Chuck, the protagonist in Bucky Sinister’s headtrip of a novel Black Hole, is one of those guys who feels out of place. He’s a drug addict, so the yuppies in the newly gentrified Mission District of San Francisco look at him uncomfortably on their way to yoga. But he’s also one of the few drug addicts who’s been blessed with “some kind of freakish endurance.” Consequently, now that he is in his forties and has all his teeth, the transients in the drug dens he visits mistake him for a yuppie: “The fresh ones give you a look that says you don’t belong here,” he tells us, “but the old hands make you feel like you don’t even exist.” Chuck’s a club-boy long past his sell-by date, getting by only on the barely-there friendships he maintains from the early nineties. It’s a feeling recognizable to a lot of us who are not yet old and no longer young.
As a tour through the underground club-drug scene, the novel recalls Jay McInerney’s Bright Lights, Big City, especially in its breathless, adrenaline-fueled, and sometimes second-person prose. But Sinister’s Chuck is a different animal; he’s like what McInerney’s yuppie would be if he lost all his money, watched all his friends die of overdoses, and still thought it was cool to show up at parties: “the freak in the corner of the room where everyone’s half your age.” Like McInerney or Brett Easton Ellis, Sinister takes every opportunity to send up yuppie culture: Chuck works for a twenty-something techie who’s invented “MiniWhales,” which are literally miniature whales that sell for $100k to bored young millionaires. Additionally, all the cool old restaurants are peddling in grass-fed and gluten-free food (in a typically funny-stark image, an RV that used to dispense heroin is now a food truck that dispenses kimchi burgers).
Unlike McInerney and Ellis, however, Sinister is self-aware and never talks down to the reader. Chuck rolls his eyes at the new neighborhood, but also observes, “People complain about gentrification. [But] do you want the smoke-filled theatres that smell of chlorine and crack smoke…that you’re afraid to fall asleep in?” Sinister works in the grotesque. For example, one character is five feet tall with a barrel chest and looks like Mighty Mouse; another’s prosthetic ear falls off in the middle of sex; another clears 500 pounds and smells so bad that his cell mate hanged himself when he couldn’t get a transfer. But Sinister never revels in these details; you get the distinct feeling that this really is just the honest extension of Chuck’s druggy world.
The grotesque works because it’s told to us in terse, poet shorthand—entire characters distilled into a single simile. Sinister knows something of this world (he’s the author of a self-help book that details his own recovery), and this allows the writing to attain a refreshing clarity. Describing Chuck’s withdrawal, Sinister writes, “I scrub as hard as I can, trying to get the institutional stink off of me. The meds are like eating a hot pepper if your entire body was your mouth. Once they hit, I feel like Johnny Storm flaming on.”
For a while, Black Hole has a patchwork rhythm, and works almost more as a series of anecdotes than an actual novel. But the plot kicks in when Chuck stumbles upon a new drug, the titular “black hole” that completely displaces its user from reality and also “never runs out.” What we start to discover in the second act of the book is that it isn’t just the drug that never runs out, but the displacement. Chuck starts to have lucid dreams. He’s in 1990; no, he’s in his friend’s apartment; wait, now he’s having sex with an old girlfriend.
Sinister makes the most of the “unreliable” part of his unreliable narrator, and the book’s third act becomes a search for any kind of clue that would ground us. Time begins to turn back on itself, and Chuck observes that no one ever actually feels time passing so much as they use points of reference to keep it in check: “You feel the temperature of the day change. A movie feels short or long based on how well the events are written. The ice in your glass melts.” It’s a mindfuck, a trippy marriage of M.C. Escher and David Lynch, as we, and Chuck, attempt to grab back on to reality.
But what saves the story from some sort of Shyamalan-esque denouement is that there’s a real human character searching for a foothold in the quicksand. Chuck tells us he needs to get back to reality so he can at long last go straight, get clean, meet Fairuza Balk in rehab, and become one of those boring, straight-laced adults he’s avoided turning into for twenty years. In a novel this bleak, any note of warmth is like the sun coming out. In perhaps its warmest moment, Chuck’s old friend lends him sweats, socks, and a piece of advice: “It’s okay to be in our forties. We just have to act like it.”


● **Task brief**
Scan the entries for the word "nonuni" and return every line that has it.

------ Data supplied

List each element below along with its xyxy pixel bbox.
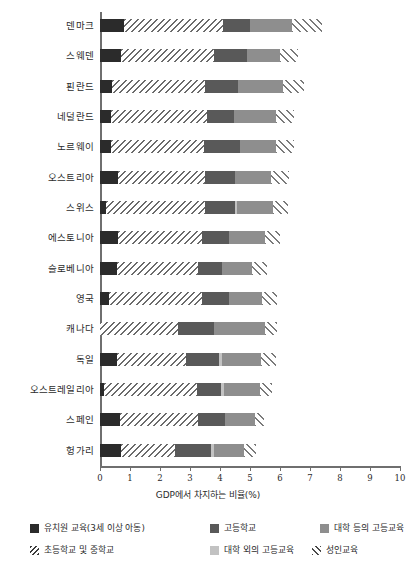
bar-segment-kinder	[100, 80, 112, 93]
bar-segment-kinder	[100, 231, 118, 244]
x-tick-label: 9	[360, 473, 380, 483]
bar-segment-uni	[224, 383, 260, 396]
x-tick	[400, 466, 401, 471]
x-tick-label: 1	[120, 473, 140, 483]
bar-segment-adult	[261, 353, 276, 366]
legend-label: 대학 외의 고등교육	[224, 546, 294, 555]
bar-segment-uni	[229, 231, 265, 244]
category-label: 오스트레일리아	[4, 382, 94, 396]
bar-segment-uni	[225, 413, 255, 426]
bar-segment-primary	[104, 383, 197, 396]
x-tick-label: 5	[240, 473, 260, 483]
legend-label: 유치원 교육(3세 이상 아동)	[44, 524, 145, 533]
bar-segment-adult	[260, 383, 272, 396]
bar-segment-highschool	[205, 201, 235, 214]
bar-segment-kinder	[100, 171, 118, 184]
legend-item-nonuni[interactable]: 대학 외의 고등교육	[210, 546, 294, 555]
bar-segment-primary	[117, 262, 198, 275]
legend-swatch-nonuni-icon	[210, 546, 219, 555]
bar-segment-uni	[234, 110, 276, 123]
legend-item-kinder[interactable]: 유치원 교육(3세 이상 아동)	[30, 524, 145, 533]
x-tick-label: 10	[390, 473, 410, 483]
x-tick	[190, 466, 191, 471]
x-tick	[310, 466, 311, 471]
category-label: 에스토니아	[4, 230, 94, 244]
legend-item-uni[interactable]: 대학 등의 고등교육	[320, 524, 404, 533]
legend-swatch-uni-icon	[320, 524, 329, 533]
bar-segment-uni	[237, 201, 273, 214]
bar-segment-primary	[106, 201, 205, 214]
bar-segment-primary	[120, 413, 198, 426]
x-tick-label: 2	[150, 473, 170, 483]
bar-segment-primary	[111, 140, 204, 153]
category-label: 스웨덴	[4, 48, 94, 62]
category-label: 스페인	[4, 412, 94, 426]
bar-segment-kinder	[100, 444, 121, 457]
bar-segment-adult	[273, 201, 288, 214]
bar-segment-adult	[292, 19, 322, 32]
bar-segment-uni	[214, 444, 244, 457]
category-label: 노르웨이	[4, 139, 94, 153]
bar-segment-uni	[235, 171, 271, 184]
bar-segment-kinder	[100, 49, 121, 62]
legend-swatch-kinder-icon	[30, 524, 39, 533]
category-label: 독일	[4, 352, 94, 366]
chart-row: 네덜란드	[100, 103, 400, 133]
chart-row: 독일	[100, 346, 400, 376]
chart-row: 에스토니아	[100, 224, 400, 254]
bar-segment-highschool	[214, 49, 247, 62]
bar-segment-highschool	[197, 383, 221, 396]
x-tick-label: 4	[210, 473, 230, 483]
bar-segment-uni	[250, 19, 292, 32]
bar-segment-primary	[111, 110, 207, 123]
chart-row: 오스트레일리아	[100, 376, 400, 406]
legend-label: 고등학교	[224, 524, 256, 533]
category-label: 슬로베니아	[4, 261, 94, 275]
bar-segment-adult	[252, 262, 267, 275]
category-label: 덴마크	[4, 18, 94, 32]
category-label: 캐나다	[4, 321, 94, 335]
category-label: 오스트리아	[4, 170, 94, 184]
bar-segment-uni	[222, 353, 261, 366]
bar-segment-uni	[247, 49, 280, 62]
x-tick-label: 0	[90, 473, 110, 483]
bar-segment-kinder	[100, 353, 117, 366]
bar-segment-highschool	[202, 292, 229, 305]
x-tick-label: 8	[330, 473, 350, 483]
bar-segment-primary	[117, 353, 186, 366]
bar-segment-kinder	[100, 19, 124, 32]
x-tick-label: 3	[180, 473, 200, 483]
bar-segment-primary	[118, 231, 202, 244]
x-tick	[100, 466, 101, 471]
legend-label: 성인교육	[326, 546, 358, 555]
legend-swatch-primary-icon	[30, 546, 39, 555]
legend-item-primary[interactable]: 초등학교 및 중학교	[30, 546, 114, 555]
chart-row: 오스트리아	[100, 164, 400, 194]
bar-segment-uni	[214, 322, 265, 335]
bar-segment-highschool	[202, 231, 229, 244]
bar-segment-adult	[276, 140, 294, 153]
bar-segment-primary	[124, 19, 223, 32]
bar-segment-adult	[262, 292, 277, 305]
x-tick	[130, 466, 131, 471]
bar-segment-uni	[238, 80, 283, 93]
chart-root: 덴마크스웨덴핀란드네덜란드노르웨이오스트리아스위스에스토니아슬로베니아영국캐나다…	[0, 0, 416, 580]
bar-segment-highschool	[204, 140, 240, 153]
x-axis-title: GDP에서 차지하는 비율(%)	[0, 488, 416, 501]
x-tick-label: 6	[270, 473, 290, 483]
bar-segment-adult	[265, 231, 280, 244]
x-tick	[280, 466, 281, 471]
legend-label: 대학 등의 고등교육	[334, 524, 404, 533]
bar-segment-uni	[240, 140, 276, 153]
chart-row: 스페인	[100, 406, 400, 436]
x-tick	[370, 466, 371, 471]
bar-segment-highschool	[186, 353, 219, 366]
bar-segment-primary	[121, 49, 214, 62]
bar-segment-adult	[283, 80, 304, 93]
chart-row: 핀란드	[100, 73, 400, 103]
legend-item-highschool[interactable]: 고등학교	[210, 524, 256, 533]
chart-row: 영국	[100, 285, 400, 315]
legend-item-adult[interactable]: 성인교육	[312, 546, 358, 555]
bar-segment-highschool	[198, 262, 222, 275]
chart-row: 스웨덴	[100, 42, 400, 72]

------------

● **Task output**
legend-item-nonuni[interactable]: 대학 외의 고등교육	[210, 546, 294, 555]
legend-swatch-nonuni-icon	[210, 546, 219, 555]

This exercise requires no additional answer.